I had the great pleasure of previewing one of Lilia Efimova's papers - maybe her PhD proposal - about five years ago. She writes about knowledge management and personal knowledge management and blogging, some of my favorite topics. And now I get the chance to do it again.
As she has been chronicling on her blog, she is near the end of writing this PhD. She asked me to have a look at the chapter that summarizes the blogging practices of knowledge workers, particularly looking at the questions she had about these practices going into her research. She interviewed a number of people who blog publicly in the broad knowledge management space, and she spent several of months embedded in Microsoft, interviewing and observing bloggers within that company at a time when corporate blogging was really getting established. She also draws on her own experience of blogging to inform her research. Here are some of Lilia's own summaries of this research overall and from this chapter.
So, why do knowledge workers use blogs? How do I use this blog? Even before this blog, I was a reader and participant on other blogs. I was gathering ideas and information from others who seemed to be excited about the field of knowledge management as me. Jim McGee's articulation of Thinking Out Loud was one of my first good explanations of the how and why of my own blogging. It was great for just getting ideas and thoughts into a written form. At the same time, I discovered that community of like-minded bloggers and readers were happy to welcome new voices. This community was a great staging place for these ideas. And we would often take up ideas and play with them, bouncing from blog to blog to comments to a wiki to email to a conference meeting and back into a blog. While it may be difficult to follow a fragmented community, blogs at least provide some concrete evidence and traces of the community members' interaction. These are all elements that Lilia discusses in her work.
Lilia also suggests another angle on blogging: that of supporting work and work activities. Blogging isn't particularly good tool for managing tasks, but it can be a useful tool in support of work - particularly when that work involves ideas, communication and interaction. I haven't been in a situation where this aspect of blogging has been very obvious. My blogging has been an avocation always. Always my opinions and ideas -- certainly informed by my work, but not required or acknowledged by it.
One big question has to do with the changing nature of blogging. It is no longer the "big thing" that it was when Lilia started her research. There are other ways to participate in the larger community. Does this change the answer to some of Lilia's questions? Or just the way in which knowledge workers decide to resolve those questions for themselves? I vote for the latter.
Note: I checked with Lilia before posting this, just to make sure I wasn't saying anything I shouldn't. As she has been blogging her entire thesis process, I didn't think there was anything hidden here that was awaiting formal approval from her committee.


- [What you will do]: Only lines with the string "description" are wanted. Pull them out of the data.

[Dataset entries on figures]
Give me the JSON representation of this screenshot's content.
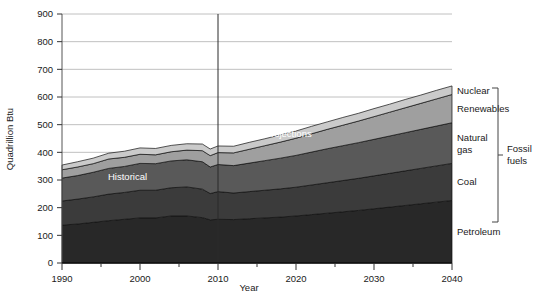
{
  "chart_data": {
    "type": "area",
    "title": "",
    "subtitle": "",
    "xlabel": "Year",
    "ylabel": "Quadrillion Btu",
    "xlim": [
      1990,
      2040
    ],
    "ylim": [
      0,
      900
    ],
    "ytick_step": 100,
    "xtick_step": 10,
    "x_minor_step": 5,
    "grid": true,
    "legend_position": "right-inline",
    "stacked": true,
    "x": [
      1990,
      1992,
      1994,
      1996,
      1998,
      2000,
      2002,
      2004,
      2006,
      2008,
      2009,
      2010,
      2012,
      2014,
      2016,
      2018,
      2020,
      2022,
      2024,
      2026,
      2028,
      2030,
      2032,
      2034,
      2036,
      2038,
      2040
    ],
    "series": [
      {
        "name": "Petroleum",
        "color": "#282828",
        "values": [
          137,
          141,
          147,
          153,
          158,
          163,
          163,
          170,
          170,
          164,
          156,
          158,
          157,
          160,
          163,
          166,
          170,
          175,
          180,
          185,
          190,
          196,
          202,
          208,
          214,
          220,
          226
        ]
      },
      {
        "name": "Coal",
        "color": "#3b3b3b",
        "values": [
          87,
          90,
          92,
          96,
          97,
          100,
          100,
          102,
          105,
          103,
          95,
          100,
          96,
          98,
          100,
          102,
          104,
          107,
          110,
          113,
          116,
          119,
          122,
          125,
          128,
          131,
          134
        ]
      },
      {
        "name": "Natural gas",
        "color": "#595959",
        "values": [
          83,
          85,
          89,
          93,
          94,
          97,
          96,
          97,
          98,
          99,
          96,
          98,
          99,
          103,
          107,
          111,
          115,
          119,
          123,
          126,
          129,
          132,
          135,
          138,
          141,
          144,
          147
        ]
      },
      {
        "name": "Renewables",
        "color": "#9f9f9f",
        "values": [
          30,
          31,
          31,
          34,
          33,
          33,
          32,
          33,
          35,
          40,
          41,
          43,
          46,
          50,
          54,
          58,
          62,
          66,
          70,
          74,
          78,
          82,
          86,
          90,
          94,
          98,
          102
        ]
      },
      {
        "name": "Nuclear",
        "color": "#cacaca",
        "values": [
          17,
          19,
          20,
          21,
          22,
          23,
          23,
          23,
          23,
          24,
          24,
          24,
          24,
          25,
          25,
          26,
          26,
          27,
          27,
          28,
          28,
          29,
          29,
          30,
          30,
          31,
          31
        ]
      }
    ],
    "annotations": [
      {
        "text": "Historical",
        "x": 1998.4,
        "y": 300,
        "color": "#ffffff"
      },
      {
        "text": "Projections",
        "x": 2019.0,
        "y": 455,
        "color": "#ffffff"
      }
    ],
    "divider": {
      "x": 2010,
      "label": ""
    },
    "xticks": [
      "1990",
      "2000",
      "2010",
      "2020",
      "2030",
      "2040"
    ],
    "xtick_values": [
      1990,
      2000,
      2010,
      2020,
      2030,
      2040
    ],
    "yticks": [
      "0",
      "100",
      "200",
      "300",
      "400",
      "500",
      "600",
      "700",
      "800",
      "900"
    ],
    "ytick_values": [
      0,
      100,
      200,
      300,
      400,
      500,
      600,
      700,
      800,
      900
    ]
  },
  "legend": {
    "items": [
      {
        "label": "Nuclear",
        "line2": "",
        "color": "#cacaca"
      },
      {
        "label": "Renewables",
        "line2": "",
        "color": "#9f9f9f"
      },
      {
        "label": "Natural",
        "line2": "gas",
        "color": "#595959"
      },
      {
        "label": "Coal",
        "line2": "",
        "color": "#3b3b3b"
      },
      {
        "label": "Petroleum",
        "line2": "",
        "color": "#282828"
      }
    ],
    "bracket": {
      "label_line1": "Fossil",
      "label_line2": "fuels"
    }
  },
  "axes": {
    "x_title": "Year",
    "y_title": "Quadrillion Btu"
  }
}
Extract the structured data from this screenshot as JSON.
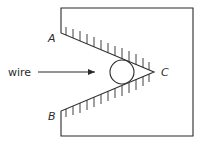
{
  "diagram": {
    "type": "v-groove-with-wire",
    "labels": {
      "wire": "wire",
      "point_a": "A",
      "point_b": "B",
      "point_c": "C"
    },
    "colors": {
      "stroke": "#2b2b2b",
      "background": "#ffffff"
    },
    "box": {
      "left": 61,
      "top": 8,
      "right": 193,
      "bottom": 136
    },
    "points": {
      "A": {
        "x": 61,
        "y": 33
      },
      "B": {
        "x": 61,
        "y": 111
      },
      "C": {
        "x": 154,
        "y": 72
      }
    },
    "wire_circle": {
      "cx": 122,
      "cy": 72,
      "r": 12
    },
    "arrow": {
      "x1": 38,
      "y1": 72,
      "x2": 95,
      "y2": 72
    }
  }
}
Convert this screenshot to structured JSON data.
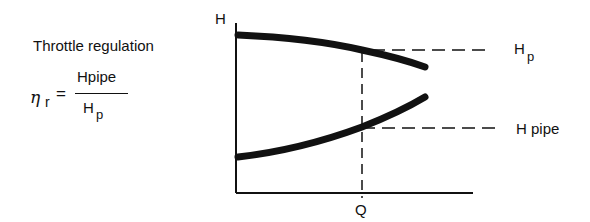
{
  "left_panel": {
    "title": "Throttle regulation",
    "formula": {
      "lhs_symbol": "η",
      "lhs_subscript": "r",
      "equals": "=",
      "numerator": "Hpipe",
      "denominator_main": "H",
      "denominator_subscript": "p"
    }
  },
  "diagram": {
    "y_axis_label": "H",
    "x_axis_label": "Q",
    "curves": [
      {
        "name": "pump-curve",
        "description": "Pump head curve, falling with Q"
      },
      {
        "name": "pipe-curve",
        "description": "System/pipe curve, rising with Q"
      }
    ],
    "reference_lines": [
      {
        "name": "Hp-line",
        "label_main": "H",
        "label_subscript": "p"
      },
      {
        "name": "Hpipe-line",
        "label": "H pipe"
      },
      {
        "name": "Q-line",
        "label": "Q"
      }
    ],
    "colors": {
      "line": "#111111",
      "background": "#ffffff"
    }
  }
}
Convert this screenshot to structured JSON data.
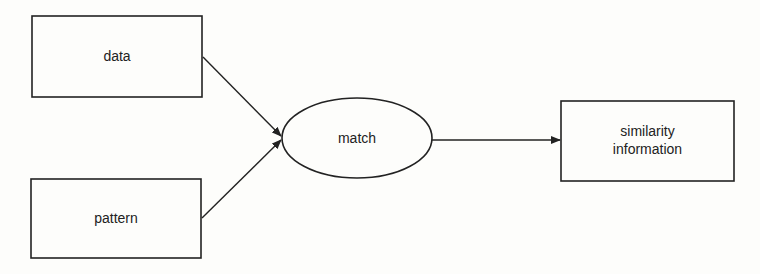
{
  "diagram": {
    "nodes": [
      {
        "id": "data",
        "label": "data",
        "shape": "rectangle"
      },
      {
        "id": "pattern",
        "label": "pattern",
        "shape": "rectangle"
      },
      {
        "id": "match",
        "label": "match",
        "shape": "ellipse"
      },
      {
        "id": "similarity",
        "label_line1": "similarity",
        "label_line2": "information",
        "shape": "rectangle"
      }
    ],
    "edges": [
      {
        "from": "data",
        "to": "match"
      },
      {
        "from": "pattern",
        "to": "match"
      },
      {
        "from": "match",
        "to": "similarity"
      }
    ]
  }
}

--

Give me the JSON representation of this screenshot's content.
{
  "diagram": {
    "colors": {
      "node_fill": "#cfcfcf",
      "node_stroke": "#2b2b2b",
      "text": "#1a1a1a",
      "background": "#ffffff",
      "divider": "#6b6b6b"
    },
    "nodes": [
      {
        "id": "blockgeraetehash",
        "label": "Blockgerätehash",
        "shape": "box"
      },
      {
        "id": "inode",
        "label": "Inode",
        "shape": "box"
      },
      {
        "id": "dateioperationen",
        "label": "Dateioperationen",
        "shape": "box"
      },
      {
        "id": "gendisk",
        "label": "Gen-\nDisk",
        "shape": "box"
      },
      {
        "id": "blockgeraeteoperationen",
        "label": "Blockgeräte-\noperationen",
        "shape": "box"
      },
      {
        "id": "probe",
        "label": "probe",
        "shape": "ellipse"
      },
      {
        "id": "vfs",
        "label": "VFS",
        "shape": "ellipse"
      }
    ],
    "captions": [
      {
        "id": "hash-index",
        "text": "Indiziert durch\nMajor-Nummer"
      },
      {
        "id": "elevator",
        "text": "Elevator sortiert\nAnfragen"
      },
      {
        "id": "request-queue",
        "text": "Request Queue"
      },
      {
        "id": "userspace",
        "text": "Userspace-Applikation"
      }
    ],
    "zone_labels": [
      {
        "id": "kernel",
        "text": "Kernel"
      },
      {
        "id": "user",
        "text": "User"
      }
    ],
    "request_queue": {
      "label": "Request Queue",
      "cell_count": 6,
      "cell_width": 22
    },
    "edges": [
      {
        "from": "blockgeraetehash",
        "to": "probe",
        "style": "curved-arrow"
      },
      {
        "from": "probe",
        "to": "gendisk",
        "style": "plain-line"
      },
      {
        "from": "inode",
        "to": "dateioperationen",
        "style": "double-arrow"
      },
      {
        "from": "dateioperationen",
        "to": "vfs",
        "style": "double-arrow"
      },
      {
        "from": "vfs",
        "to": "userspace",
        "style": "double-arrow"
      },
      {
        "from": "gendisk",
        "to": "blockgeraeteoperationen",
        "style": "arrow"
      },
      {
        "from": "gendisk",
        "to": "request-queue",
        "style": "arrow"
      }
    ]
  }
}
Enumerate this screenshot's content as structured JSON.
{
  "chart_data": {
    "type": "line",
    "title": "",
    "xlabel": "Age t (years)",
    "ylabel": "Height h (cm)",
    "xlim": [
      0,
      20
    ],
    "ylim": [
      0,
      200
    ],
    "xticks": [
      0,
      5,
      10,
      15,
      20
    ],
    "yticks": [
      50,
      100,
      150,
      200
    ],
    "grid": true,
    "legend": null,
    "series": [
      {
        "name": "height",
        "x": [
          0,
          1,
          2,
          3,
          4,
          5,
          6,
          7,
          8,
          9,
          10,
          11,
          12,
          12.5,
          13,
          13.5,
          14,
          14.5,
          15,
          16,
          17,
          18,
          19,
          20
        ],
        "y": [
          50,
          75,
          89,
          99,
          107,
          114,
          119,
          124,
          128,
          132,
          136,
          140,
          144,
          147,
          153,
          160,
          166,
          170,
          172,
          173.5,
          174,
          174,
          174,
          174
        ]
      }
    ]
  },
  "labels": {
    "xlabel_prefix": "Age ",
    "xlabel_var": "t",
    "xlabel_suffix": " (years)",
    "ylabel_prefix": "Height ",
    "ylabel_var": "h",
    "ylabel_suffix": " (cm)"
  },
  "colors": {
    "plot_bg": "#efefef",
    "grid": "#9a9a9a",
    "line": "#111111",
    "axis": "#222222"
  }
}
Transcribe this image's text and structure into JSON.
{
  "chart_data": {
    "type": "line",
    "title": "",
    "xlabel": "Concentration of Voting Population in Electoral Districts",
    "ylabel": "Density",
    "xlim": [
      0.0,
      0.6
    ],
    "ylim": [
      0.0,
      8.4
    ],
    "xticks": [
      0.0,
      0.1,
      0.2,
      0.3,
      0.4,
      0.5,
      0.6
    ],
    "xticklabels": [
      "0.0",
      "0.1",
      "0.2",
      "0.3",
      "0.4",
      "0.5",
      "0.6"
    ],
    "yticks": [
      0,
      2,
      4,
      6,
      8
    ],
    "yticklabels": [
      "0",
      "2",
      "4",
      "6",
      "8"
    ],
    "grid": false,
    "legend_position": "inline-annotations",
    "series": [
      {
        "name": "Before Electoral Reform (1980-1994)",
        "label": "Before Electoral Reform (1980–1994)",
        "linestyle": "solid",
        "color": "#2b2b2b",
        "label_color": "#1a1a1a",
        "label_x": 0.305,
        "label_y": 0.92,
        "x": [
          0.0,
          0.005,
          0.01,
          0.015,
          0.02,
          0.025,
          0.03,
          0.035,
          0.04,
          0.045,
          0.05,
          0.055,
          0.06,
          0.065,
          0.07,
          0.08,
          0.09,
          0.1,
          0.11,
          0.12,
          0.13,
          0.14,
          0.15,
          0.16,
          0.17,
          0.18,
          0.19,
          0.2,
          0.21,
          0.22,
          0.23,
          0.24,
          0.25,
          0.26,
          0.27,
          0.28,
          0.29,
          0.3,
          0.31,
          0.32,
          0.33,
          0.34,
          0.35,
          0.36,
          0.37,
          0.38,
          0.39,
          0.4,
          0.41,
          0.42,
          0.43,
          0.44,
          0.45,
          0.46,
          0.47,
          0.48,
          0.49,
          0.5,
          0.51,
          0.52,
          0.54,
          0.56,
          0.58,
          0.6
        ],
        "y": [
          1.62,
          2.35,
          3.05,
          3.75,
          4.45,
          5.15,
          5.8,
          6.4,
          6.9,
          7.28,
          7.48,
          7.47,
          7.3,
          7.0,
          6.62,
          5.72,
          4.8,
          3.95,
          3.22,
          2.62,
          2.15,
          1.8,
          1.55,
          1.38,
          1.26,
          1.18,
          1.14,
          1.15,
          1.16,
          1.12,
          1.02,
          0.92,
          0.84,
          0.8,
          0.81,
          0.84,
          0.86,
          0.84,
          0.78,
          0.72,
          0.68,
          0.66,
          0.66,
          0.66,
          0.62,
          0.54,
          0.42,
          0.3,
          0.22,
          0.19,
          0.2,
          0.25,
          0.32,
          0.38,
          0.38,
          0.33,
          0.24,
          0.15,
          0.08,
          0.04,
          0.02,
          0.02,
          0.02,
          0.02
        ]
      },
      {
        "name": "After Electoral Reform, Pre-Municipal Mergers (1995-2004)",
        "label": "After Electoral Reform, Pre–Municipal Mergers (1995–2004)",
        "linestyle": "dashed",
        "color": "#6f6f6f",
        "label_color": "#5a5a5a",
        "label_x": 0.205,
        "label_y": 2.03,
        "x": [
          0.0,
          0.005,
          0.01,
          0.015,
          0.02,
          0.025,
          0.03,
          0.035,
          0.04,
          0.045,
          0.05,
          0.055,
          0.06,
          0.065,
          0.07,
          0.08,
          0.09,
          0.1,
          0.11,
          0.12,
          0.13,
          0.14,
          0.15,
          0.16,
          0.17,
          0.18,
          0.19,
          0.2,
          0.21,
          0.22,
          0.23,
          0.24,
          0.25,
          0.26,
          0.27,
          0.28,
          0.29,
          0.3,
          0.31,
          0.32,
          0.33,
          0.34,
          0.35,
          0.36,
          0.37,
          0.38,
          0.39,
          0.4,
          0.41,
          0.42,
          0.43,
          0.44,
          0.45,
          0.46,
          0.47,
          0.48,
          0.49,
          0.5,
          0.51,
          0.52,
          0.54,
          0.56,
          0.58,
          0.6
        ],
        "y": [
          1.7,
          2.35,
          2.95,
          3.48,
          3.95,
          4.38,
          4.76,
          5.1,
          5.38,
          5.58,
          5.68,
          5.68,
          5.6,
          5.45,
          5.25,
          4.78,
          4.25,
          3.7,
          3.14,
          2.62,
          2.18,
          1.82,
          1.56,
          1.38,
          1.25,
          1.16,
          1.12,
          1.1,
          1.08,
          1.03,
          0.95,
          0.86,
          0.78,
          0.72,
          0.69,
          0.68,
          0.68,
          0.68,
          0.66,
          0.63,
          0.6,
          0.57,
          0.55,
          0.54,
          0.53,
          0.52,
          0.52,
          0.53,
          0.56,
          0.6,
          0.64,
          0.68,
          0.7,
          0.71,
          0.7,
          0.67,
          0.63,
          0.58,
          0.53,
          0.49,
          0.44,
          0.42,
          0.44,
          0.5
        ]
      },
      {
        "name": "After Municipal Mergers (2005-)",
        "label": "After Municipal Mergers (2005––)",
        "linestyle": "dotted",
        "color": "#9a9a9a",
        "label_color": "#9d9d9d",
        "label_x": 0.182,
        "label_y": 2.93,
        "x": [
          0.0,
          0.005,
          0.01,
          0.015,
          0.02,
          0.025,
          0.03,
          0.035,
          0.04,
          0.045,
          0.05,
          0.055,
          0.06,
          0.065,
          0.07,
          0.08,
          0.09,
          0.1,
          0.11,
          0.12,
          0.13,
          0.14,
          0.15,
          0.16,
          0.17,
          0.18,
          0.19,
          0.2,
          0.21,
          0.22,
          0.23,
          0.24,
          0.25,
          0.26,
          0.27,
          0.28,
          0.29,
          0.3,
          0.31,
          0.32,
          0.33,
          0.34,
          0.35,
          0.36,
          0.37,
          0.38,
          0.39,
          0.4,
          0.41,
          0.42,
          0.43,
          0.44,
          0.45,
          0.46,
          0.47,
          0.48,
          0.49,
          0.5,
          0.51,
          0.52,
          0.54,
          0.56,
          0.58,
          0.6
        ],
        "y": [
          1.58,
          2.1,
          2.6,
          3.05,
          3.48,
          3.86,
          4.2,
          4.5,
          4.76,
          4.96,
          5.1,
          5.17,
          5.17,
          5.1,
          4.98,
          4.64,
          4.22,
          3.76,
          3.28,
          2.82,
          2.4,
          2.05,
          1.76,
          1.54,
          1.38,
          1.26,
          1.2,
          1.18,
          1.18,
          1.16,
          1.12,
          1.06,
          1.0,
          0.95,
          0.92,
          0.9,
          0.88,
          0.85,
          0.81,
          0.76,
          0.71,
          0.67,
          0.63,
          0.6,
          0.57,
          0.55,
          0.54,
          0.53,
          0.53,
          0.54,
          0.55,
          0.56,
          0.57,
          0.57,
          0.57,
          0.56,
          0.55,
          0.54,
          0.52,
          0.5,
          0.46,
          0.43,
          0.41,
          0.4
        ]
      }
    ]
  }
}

--

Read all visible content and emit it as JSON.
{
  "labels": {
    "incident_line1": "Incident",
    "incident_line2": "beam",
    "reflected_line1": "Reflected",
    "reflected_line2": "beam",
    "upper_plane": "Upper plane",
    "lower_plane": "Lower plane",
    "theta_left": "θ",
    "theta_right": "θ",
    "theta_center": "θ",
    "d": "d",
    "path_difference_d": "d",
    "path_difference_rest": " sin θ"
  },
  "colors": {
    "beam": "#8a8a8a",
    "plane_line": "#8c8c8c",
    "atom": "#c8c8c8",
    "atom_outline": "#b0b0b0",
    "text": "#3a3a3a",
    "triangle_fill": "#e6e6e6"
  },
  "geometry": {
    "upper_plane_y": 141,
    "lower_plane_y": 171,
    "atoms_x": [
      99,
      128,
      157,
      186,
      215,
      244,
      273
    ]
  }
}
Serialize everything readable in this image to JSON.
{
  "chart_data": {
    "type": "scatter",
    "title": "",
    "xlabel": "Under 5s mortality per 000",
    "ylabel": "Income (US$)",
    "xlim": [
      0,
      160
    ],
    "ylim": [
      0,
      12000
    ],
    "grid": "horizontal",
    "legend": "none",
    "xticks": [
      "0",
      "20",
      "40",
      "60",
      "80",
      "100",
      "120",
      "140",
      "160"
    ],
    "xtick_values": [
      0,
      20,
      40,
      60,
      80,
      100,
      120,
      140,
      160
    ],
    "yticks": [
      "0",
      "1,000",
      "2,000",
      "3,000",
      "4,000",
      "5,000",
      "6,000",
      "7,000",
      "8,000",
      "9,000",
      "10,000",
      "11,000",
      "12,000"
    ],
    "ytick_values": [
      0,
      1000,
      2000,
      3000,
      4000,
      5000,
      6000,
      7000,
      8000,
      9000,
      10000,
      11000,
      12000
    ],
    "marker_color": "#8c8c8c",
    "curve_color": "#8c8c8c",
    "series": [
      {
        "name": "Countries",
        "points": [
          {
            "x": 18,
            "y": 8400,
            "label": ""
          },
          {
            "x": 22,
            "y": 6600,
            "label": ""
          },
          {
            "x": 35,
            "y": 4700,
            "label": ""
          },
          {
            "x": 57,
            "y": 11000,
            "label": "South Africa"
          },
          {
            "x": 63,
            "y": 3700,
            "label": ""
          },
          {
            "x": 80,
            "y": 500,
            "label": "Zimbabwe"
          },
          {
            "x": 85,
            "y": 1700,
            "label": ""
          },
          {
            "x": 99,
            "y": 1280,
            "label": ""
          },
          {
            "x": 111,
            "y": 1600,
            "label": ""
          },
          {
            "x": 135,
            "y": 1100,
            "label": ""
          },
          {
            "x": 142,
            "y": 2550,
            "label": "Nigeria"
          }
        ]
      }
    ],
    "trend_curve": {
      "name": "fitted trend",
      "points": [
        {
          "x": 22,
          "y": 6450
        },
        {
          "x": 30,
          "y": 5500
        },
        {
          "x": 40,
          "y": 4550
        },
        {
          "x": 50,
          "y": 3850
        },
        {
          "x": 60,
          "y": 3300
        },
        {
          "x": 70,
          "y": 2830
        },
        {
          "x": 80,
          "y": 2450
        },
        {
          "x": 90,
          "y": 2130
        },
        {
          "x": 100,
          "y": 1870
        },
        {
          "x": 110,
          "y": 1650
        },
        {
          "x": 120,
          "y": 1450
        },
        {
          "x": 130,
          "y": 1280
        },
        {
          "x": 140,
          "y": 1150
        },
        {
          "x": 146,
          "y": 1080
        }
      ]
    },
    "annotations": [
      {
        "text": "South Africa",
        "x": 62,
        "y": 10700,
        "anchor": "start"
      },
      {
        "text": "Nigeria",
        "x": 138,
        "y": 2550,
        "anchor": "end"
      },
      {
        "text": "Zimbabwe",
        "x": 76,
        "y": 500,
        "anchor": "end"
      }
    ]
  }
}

- [Written solution]:
        "description": "Pump head curve, falling with Q"
        "description": "System/pipe curve, rising with Q"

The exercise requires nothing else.